Writer’s Block Doesn’t Exist By Lachlan Bray

In the Birth of Tragedy, Nietzsche identifies two major figures from which during the creation of art (and life) we vacillate between. On the one hand we have Apollo; god of music, dance, truth and prophecy he is widely regarded as the rational, ordered form giver to life and art. On the other hand we have Dionysus; God of wine, festivity, ritual madness, religious ecstasy and the theatre; a disordered, irrational, undifferentiated kind of spirit. 

As writers we must invoke both if we are to create a story that inspires, engages, surprises and doesn’t sink like a leaky boat. 

But for those writers looking to cure themselves from the crippling disease of writer’s block, we’re gonna leave Apollo on the shelf for the time being. 

Look, there’s plenty of time to learn structure, plot, dramatic action and character and all that other good stuff that comprises a story but sometimes, when writing, we can feel overwhelmed, weighed down by all the tools we have to carry along the way. If you’re tying yourself in knots trying to extricate yourself out of a tricky plot hole, maybe you’re holding too closely to the Apollonian view of the world? The rational, controlling mind can sometimes stop us from allowing us to see what is trying to be written through us and that’s where Dionysus comes in. 

Often when mentoring writers, a young writer will say to me, ‘I don’t know what to write.’ To this my answer is, ‘that’s okay, you don’t have to know, can you write one word?’ They might roll their eyes and say, ‘yeah.’ ‘Well just write one and then another, they don’t even have to make sense, maybe it’s just a list of nonsensical words.’

Here’s an example; roughness, languid, special, carcrash, convivial, lollygagging. 

Okay, so what? They’re just words and I’m trying to write War and Peace over here, an epic about the innate problems of our milieu and you’re just writing random words? What the helly?

Good point. Let’s give these words some context. 

The ROUGHNESS of the builders hands were always cause for concern when they were in the company of the social elite. The builder looked around at the LANGUID socialites, lazing on the lawn by the plunge pool. He thought them part of a SPECIAL class, an immutable class, a level of refined human civility he would never attain and he could feel this in the roughness of his hands. This cold reality of class came hurtling towards like a CARCRASH, the whiplash shocking him back to reality. He saw the CONVIVIAL genteel sunworshippers, LOLLYGAGGING by the pool and turned his back on them, leaving in disgust. 

So at the beginning of this I didn’t know I was going to write about a disgruntled labourer reconciling their position in the world but I wrote it. 

Sometimes, it’s not about what you want to write but what wants to be written through you. 

There’s a deep well, an infinite pond of ideas, thoughts, stories, all swimming around within us and without and often all we have to do is loosen the reigns, get our Apollonian brain out of the way long enough that the primordial stew can bubble up into something onto the page. 

Sure, eventually if you want to structure something to make a reader feel certain ways at certain times, we’ve got to learn all those things I mentioned earlier like dramatic action and structure; the tools of the trade, but if you’re stuck, give yourself permission to throw all that aside and just write. 

N.B – The thrust of these thoughts around writing were handed down to me from the wonderful playwright and theatremaker Sibyl Kempson who I have had the good fortune of being mentored by. It feels only appropriate to pass them along to those I now have the privilege to mentor.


→ **TASK ITEM**
Lines where the string "Situation" appears are to be copied from the entries below.

*** DATA LISTING

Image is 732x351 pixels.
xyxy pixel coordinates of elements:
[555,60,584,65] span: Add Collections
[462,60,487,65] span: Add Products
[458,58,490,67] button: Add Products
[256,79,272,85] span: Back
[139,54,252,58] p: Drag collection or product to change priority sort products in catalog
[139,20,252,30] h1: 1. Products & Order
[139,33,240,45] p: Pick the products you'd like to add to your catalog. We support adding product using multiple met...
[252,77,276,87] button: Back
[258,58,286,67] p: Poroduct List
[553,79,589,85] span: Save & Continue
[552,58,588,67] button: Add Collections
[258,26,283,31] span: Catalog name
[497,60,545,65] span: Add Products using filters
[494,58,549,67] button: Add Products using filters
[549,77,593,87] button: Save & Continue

******
*** DATA LISTING

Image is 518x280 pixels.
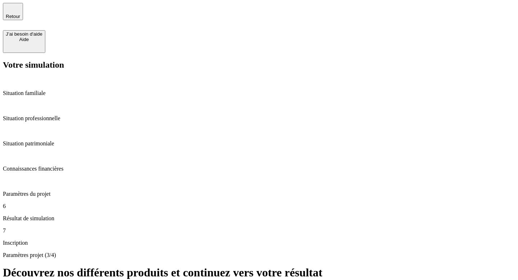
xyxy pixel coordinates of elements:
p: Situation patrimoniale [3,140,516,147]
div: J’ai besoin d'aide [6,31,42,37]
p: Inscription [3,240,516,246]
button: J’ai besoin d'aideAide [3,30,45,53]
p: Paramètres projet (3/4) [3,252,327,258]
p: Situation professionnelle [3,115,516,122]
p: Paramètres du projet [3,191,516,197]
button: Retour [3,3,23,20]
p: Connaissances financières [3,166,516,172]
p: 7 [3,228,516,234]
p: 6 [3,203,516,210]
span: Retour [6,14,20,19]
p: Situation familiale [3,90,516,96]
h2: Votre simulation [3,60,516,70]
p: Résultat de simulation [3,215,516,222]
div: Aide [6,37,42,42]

******

→ **YOUR RESPONSE**
p: Situation patrimoniale [3,140,516,147]
p: Situation professionnelle [3,115,516,122]
p: Situation familiale [3,90,516,96]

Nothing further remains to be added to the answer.